Page added on April 24, 2007
PricewaterhouseCoopers analysts forecast that in 2010, one-third of natural gas traded in the world will be liquefied. Meanwhile, Gazprom, a Russian monopoly with ambitions to be a global energy producer, is suffering from a bad shortage of liquefied natural gas (LNG) production and export facilities. The feeling at the company is that this shortage is increasingly damaging its prospects, and its management has lately made some major efforts to develop its own production and export infrastructure for LNG. Gazprom is making preparations to win a sizeable part of the market in order to dominate it by 2030.
LNG projects are being undertaken in response to changes in the gas market, as shown by a debate at the recent Gas Exporting Countries’ Forum in Doha, the capital of Qatar, on April 9-10. Gas producers’ growing desire to join forces is foundering on the absence of a gas market as a platform for joint moves, for example, in price coordination.
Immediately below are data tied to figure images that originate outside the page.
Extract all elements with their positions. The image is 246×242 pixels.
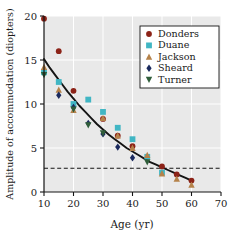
y-tick-label: 0	[31, 187, 37, 198]
x-tick-label: 70	[215, 198, 228, 209]
x-tick-label: 40	[126, 198, 139, 209]
scatter-plot-svg: 1020304050607005101520 Age (yr) Amplitud…	[0, 0, 246, 242]
chart-figure: 1020304050607005101520 Age (yr) Amplitud…	[0, 0, 246, 242]
legend-marker-circle-icon	[146, 31, 152, 37]
data-point	[100, 109, 106, 115]
x-tick-label: 20	[67, 198, 80, 209]
y-tick-label: 5	[31, 143, 37, 154]
data-point	[115, 125, 121, 131]
data-point	[130, 136, 136, 142]
x-tick-label: 10	[38, 198, 51, 209]
legend: DondersDuaneJacksonSheardTurner	[140, 26, 219, 88]
x-tick-label: 50	[156, 198, 169, 209]
data-point	[85, 97, 91, 103]
y-axis-title: Amplitude of accommodation (diopters)	[4, 8, 15, 200]
legend-marker-square-icon	[146, 43, 152, 49]
legend-item-label: Jackson	[157, 51, 196, 62]
legend-item-label: Donders	[158, 28, 199, 39]
x-tick-label: 30	[97, 198, 110, 209]
data-point	[56, 79, 62, 85]
data-point	[56, 48, 62, 54]
legend-item-label: Duane	[158, 39, 190, 50]
legend-item-label: Turner	[158, 74, 192, 85]
y-tick-label: 10	[24, 99, 37, 110]
data-point	[159, 164, 165, 170]
legend-item-label: Sheard	[158, 62, 193, 73]
data-point	[71, 88, 77, 94]
y-tick-label: 20	[24, 11, 37, 22]
x-tick-label: 60	[185, 198, 198, 209]
y-tick-label: 15	[24, 55, 37, 66]
x-axis-title: Age (yr)	[110, 218, 154, 230]
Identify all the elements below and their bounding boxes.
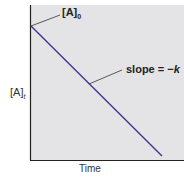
plot-area (30, 5, 184, 160)
chart-plot (0, 0, 184, 177)
x-axis-label: Time (79, 163, 101, 174)
y-axis-label: [A]t (10, 86, 25, 100)
intercept-label: [A]0 (62, 6, 81, 20)
slope-label: slope = −k (126, 63, 180, 75)
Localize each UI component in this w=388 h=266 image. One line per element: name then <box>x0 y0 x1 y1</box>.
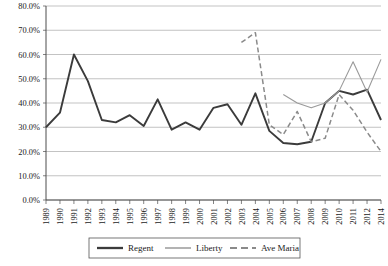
x-tick-label: 2002 <box>224 208 233 225</box>
chart-legend: RegentLibertyAve Maria <box>89 238 300 258</box>
y-tick-label: 70.0% <box>18 26 40 35</box>
x-tick-label: 2011 <box>349 208 358 224</box>
y-tick-label: 50.0% <box>18 75 40 84</box>
chart-container: 0.0%10.0%20.0%30.0%40.0%50.0%60.0%70.0%8… <box>0 0 388 266</box>
x-tick-label: 1997 <box>154 208 163 225</box>
y-tick-label: 60.0% <box>18 51 40 60</box>
legend-label-regent: Regent <box>128 243 154 253</box>
x-tick-label: 1998 <box>168 208 177 225</box>
x-tick-label: 1991 <box>70 208 79 225</box>
x-tick-label: 2014 <box>377 207 386 225</box>
y-tick-label: 0.0% <box>23 196 40 205</box>
series-lines <box>46 33 381 152</box>
x-tick-label: 2010 <box>335 208 344 225</box>
y-tick-label: 40.0% <box>18 99 40 108</box>
x-tick-label: 1994 <box>112 207 121 225</box>
x-tick-label: 1995 <box>126 208 135 225</box>
x-tick-label: 1999 <box>182 208 191 225</box>
x-tick-label: 1996 <box>140 208 149 225</box>
x-tick-label: 1990 <box>56 208 65 225</box>
x-tick-label: 1993 <box>98 208 107 225</box>
x-tick-label: 1989 <box>42 208 51 225</box>
x-tick-label: 2004 <box>252 207 261 225</box>
x-tick-label: 2003 <box>238 208 247 225</box>
x-tick-label: 2008 <box>307 208 316 225</box>
x-tick-label: 1992 <box>84 208 93 225</box>
y-tick-label: 30.0% <box>18 123 40 132</box>
y-tick-label: 80.0% <box>18 2 40 11</box>
x-tick-label: 2005 <box>266 208 275 225</box>
series-line-liberty <box>283 59 381 108</box>
x-tick-label: 2006 <box>279 208 288 225</box>
x-axis: 1989199019911992199319941995199619971998… <box>42 200 386 225</box>
legend-label-liberty: Liberty <box>196 243 223 253</box>
legend-label-ave-maria: Ave Maria <box>261 243 299 253</box>
x-tick-label: 2007 <box>293 208 302 225</box>
x-tick-label: 2000 <box>196 208 205 225</box>
series-line-regent <box>46 55 381 145</box>
x-tick-label: 2012 <box>363 208 372 225</box>
x-tick-label: 2001 <box>210 208 219 225</box>
x-tick-label: 2009 <box>321 208 330 225</box>
y-tick-label: 10.0% <box>18 172 40 181</box>
y-tick-label: 20.0% <box>18 148 40 157</box>
line-chart: 0.0%10.0%20.0%30.0%40.0%50.0%60.0%70.0%8… <box>0 0 388 266</box>
y-axis: 0.0%10.0%20.0%30.0%40.0%50.0%60.0%70.0%8… <box>18 2 46 205</box>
Actually, there is no global gas market at present; it is divided into regional segments, including North America, Europe, Asia and South America. Most deliveries are through pipelines, and prices are fixed by long-term contracts, rather than in daily trading. Even in the case of LNG exports, liquefication and deliquefication terminals are so costly to build that export flows cannot be rerouted on short notice, again prompting the use of long-term contracts.
On the other hand, gas exporting countries have called for some thorough structural changes in the markets, above all raising the proportion of liquefied gas in the world gas trade to at least 10-15%.
Increasing the share of LNG in the gas trade would in effect establish a world market. And that share is increasing quickly. World LNG sales in 2005 totalled 188.8 billion cubic metres, accounting for 26.2% of world gas sales (the figure was 3% in 1970).